With all this in mind, it is difficult to take Poplavsky’s poems seriously. It is especially unpleasant when he begins to color them with angelic epithets; it’s like some kind of colored marzipan or a colored photographic postcard with mother-of-pearl spangles. The thought even strikes me that perhaps this is all an empty amusement—perhaps it would be better for Poplavsky to try his hand at prose? I hesitate to give any advice, for every pure-hearted suggestion of this sort is usually taken as tactlessness. And yet…How good it is at times to go deep into oneself, to refrain piously from writing poetry, to force the muse to fast a little….“O, Morella, go to sleep, how terrible are aquiline lives….”23 It has a ring to it, there’s no way around it, it has a ring—and yet it’s such nonsense….

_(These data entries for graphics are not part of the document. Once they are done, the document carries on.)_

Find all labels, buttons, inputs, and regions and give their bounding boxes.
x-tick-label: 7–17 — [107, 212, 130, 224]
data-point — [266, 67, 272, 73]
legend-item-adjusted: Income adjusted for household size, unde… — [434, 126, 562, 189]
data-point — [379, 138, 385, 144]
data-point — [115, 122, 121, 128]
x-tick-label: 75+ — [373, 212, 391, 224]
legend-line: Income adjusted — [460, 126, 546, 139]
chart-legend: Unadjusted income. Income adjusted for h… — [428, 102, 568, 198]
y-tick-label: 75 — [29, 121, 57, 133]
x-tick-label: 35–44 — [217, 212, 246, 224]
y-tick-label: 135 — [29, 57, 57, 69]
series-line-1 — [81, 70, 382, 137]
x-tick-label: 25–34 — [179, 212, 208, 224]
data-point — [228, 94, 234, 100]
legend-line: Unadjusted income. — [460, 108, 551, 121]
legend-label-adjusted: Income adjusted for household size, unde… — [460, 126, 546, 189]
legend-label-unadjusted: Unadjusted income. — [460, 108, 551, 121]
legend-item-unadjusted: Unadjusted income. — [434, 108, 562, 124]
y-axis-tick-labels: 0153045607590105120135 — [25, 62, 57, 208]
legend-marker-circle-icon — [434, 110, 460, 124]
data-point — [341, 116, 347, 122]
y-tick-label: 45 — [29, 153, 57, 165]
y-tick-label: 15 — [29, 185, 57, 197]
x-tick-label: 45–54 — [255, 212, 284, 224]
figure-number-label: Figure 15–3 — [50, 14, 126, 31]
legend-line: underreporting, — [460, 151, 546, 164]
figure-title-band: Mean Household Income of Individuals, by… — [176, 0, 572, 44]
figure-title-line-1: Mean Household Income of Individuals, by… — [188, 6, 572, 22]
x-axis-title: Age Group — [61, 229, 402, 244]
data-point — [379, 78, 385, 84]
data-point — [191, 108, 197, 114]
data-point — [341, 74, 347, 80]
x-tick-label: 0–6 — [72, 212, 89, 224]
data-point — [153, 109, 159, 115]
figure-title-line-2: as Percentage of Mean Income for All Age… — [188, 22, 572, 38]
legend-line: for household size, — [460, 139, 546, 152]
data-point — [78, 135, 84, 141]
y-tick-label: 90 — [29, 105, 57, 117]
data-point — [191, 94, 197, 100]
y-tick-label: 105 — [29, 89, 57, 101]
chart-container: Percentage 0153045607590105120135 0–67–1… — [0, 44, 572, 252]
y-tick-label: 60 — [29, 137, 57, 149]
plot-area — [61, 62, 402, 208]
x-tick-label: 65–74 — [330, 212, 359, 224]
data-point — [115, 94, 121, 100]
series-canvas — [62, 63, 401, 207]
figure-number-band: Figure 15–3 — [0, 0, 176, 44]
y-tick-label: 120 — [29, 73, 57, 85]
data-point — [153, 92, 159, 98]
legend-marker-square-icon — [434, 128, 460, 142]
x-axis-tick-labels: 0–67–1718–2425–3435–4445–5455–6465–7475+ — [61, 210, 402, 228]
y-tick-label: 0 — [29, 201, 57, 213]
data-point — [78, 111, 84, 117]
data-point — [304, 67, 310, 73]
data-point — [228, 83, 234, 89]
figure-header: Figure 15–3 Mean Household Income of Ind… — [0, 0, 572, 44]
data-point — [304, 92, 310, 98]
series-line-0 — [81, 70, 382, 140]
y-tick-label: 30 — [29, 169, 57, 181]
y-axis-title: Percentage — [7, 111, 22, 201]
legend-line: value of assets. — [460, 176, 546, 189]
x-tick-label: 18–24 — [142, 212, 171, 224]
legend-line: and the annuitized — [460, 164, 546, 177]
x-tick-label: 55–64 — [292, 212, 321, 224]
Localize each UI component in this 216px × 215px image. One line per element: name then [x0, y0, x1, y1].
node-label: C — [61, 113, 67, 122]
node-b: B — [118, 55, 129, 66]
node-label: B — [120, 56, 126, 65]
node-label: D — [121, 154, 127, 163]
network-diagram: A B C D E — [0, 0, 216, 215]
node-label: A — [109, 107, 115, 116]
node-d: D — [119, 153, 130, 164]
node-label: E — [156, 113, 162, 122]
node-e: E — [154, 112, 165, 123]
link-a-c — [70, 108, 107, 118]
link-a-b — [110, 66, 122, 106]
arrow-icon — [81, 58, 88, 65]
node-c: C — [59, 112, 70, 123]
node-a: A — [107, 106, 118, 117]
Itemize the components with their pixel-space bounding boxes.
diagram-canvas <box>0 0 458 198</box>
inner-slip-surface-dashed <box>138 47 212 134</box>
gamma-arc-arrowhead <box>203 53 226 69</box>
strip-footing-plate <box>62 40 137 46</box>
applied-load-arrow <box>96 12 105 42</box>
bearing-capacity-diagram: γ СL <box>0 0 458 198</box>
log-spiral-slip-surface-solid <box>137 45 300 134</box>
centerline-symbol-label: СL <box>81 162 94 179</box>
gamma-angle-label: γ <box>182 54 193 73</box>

* V. Sirin, “Boris Poplavsky. Flagi. Izd. Chisla,” Rul’, March 11, 1931, 5. In his autobiography, VN recalled decades later: “I did not meet Poplavski who died young, a far violin among near balalaikas. ‘Go to sleep, O Morella, how awful are aquiline lives.’ His plangent tonalities I shall never forget, nor shall I ever forgive myself for the ill-tempered review in which I attacked him for trivial faults in his unfledged verse” (SM, 287).